E-Scribe News : a programmer’s blog

About Me

PBX I'm Paul Bissex, and e-scribe.com is my consulting business. I build web applications using open source software, especially Django. In the '90s I did graphic design for newspapers and magazines. Then I wrote technology commentary and reviews for Wired, Salon.com, Chicago Tribune, and lots of little places you've never heard of. Feel free to email me.

Book

I'm co-author of "Python Web Development with Django", an excellent guide to my favorite web framework. Published by Addison-Wesley, it is available from Amazon and your favorite technical bookstore as well.

Colophon

Built using Django, served by Apache and mod_wsgi. The database is SQLite. The operating system is FreeBSD, on a VPS hosted at Johncompanies.com. Comment-spam protection by Akismet. Vintage topo imagery from the Maptech archive. The markup engine is Markdown.

Pile o'Tags

Stuff I Use

Akismet, bitbucket, del.icio.us, Django, Emacs, FreeBSD, Git, jQuery, LaunchBar, Markdown, Mercurial, OS X, Postfix, Python, Review Board, S3, SQLite, TextMate, Ubuntu Linux

Spam Report

At least 96060 pieces of comment spam killed since January 2008, mostly via Akismet.

Framework de-flummoxing

Eric Meyer recently wrote a post titled "Flummoxed by Frameworks" that received a lot of commentary. I belatedly added my own two cents. I have a feeling that this isn't the last time the subject will come up; I'm copying my own response here (along with the link to Eric's post) mostly so that I can find it later when I want to explain this to somebody else!

Eric, you mention that you wrote all of An Event Apart's registration stuff using PHP and MySQL. I take this to mean that you did it once. Imagine if you did it three times, or five times, or fifty times for different clients, with minor variations. Imagine how sick you'd be of re-implementing the same core features over and over. Your approach would change a little bit with each job, as you discovered better ways to implement certain features. Imagine the nightmare of trying to support all those clients each one using a slightly different snapshot of your learning process.

Now imagine how much you'd appreciate pre-written software that took care of the common pieces for you, allowing you to focus on the variations. Thats what frameworks are about.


• **ASSIGNED TASK**
Everything in the listing must be repeated exactly, apart from the images.

• **PROVIDED DATA**
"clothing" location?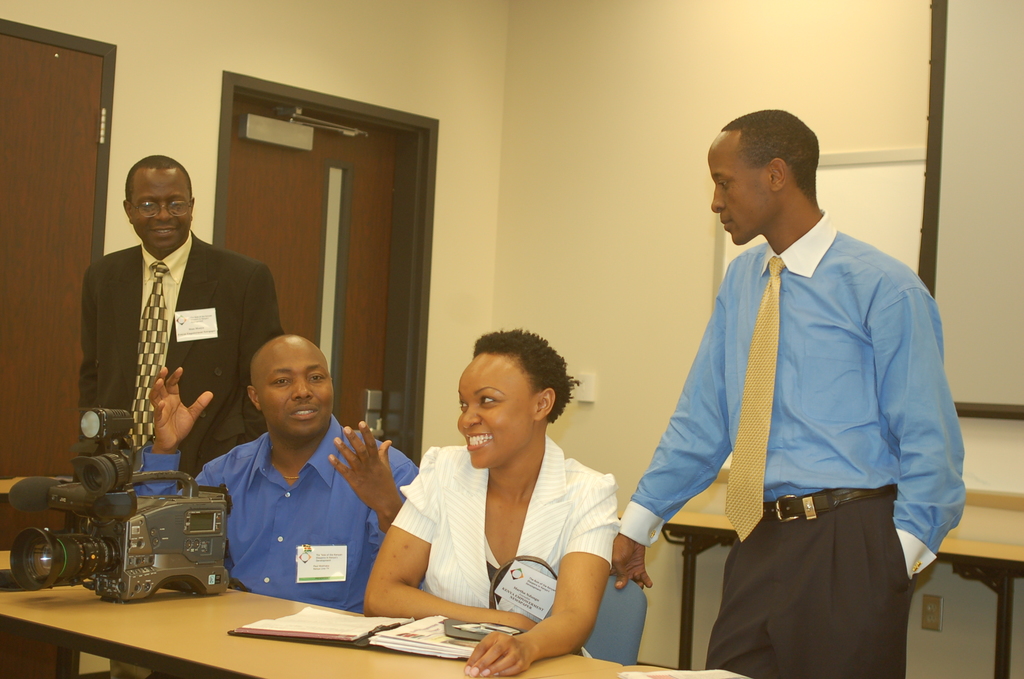
locate(626, 106, 968, 677)
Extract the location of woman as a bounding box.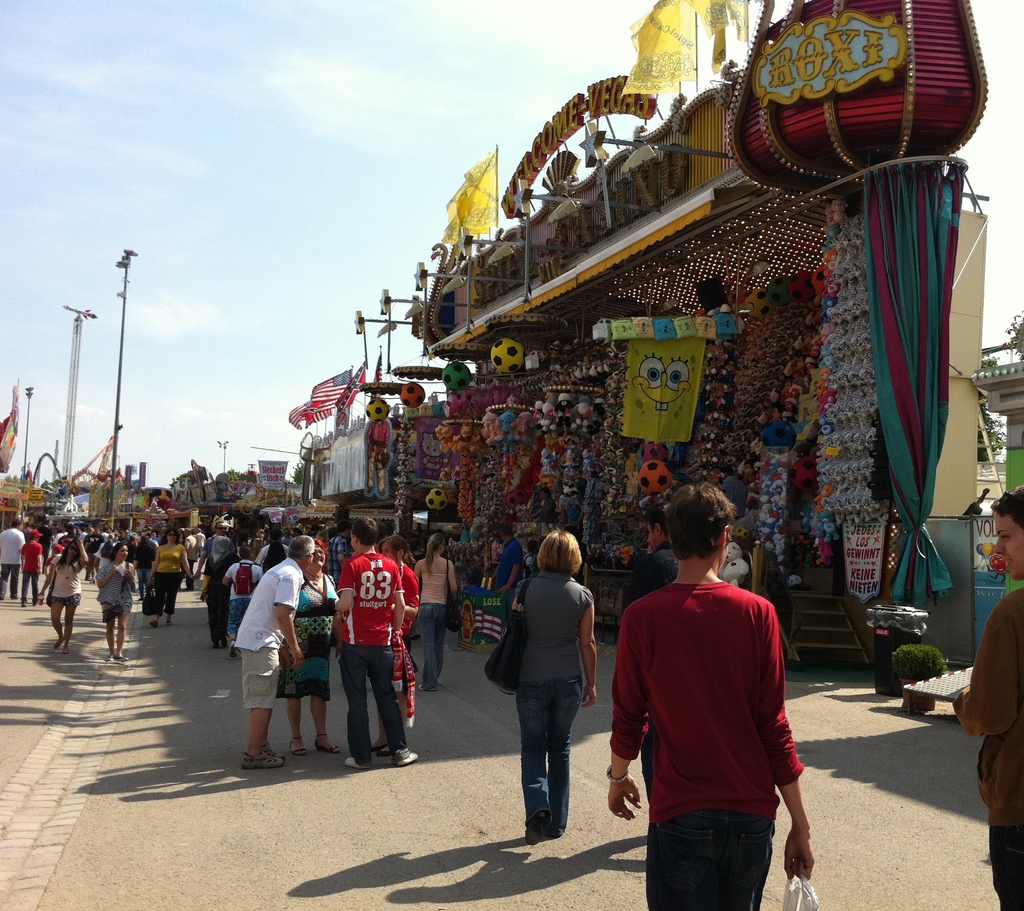
BBox(35, 534, 85, 649).
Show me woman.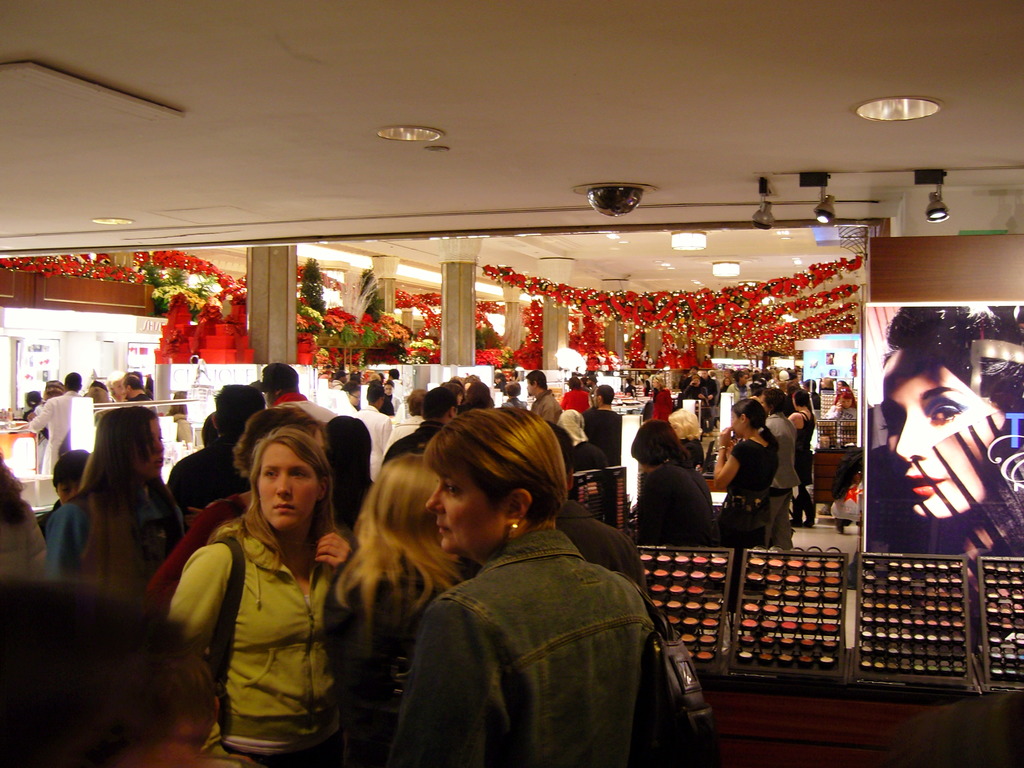
woman is here: bbox=[465, 376, 480, 403].
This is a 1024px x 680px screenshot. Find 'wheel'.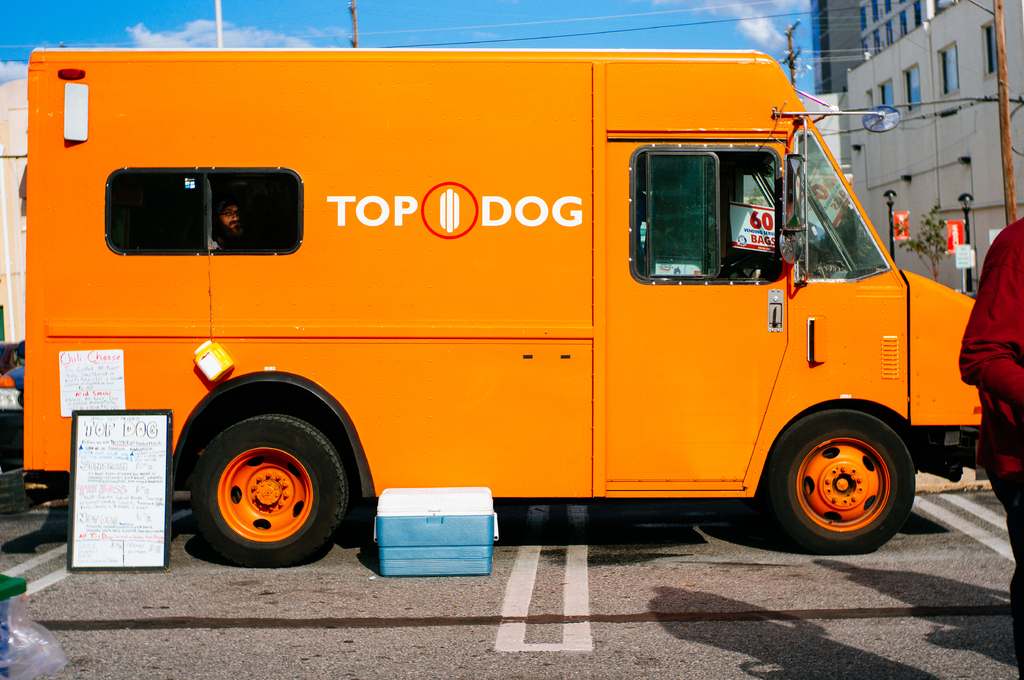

• **ANSWER AREA**
"clothing" location?
locate(626, 106, 968, 677)
Extract the location of woman as a bounding box.
BBox(35, 534, 85, 649).
Show me woman.
woman is here: bbox=[465, 376, 480, 403].
This is a 1024px x 680px screenshot. Find 'wheel'.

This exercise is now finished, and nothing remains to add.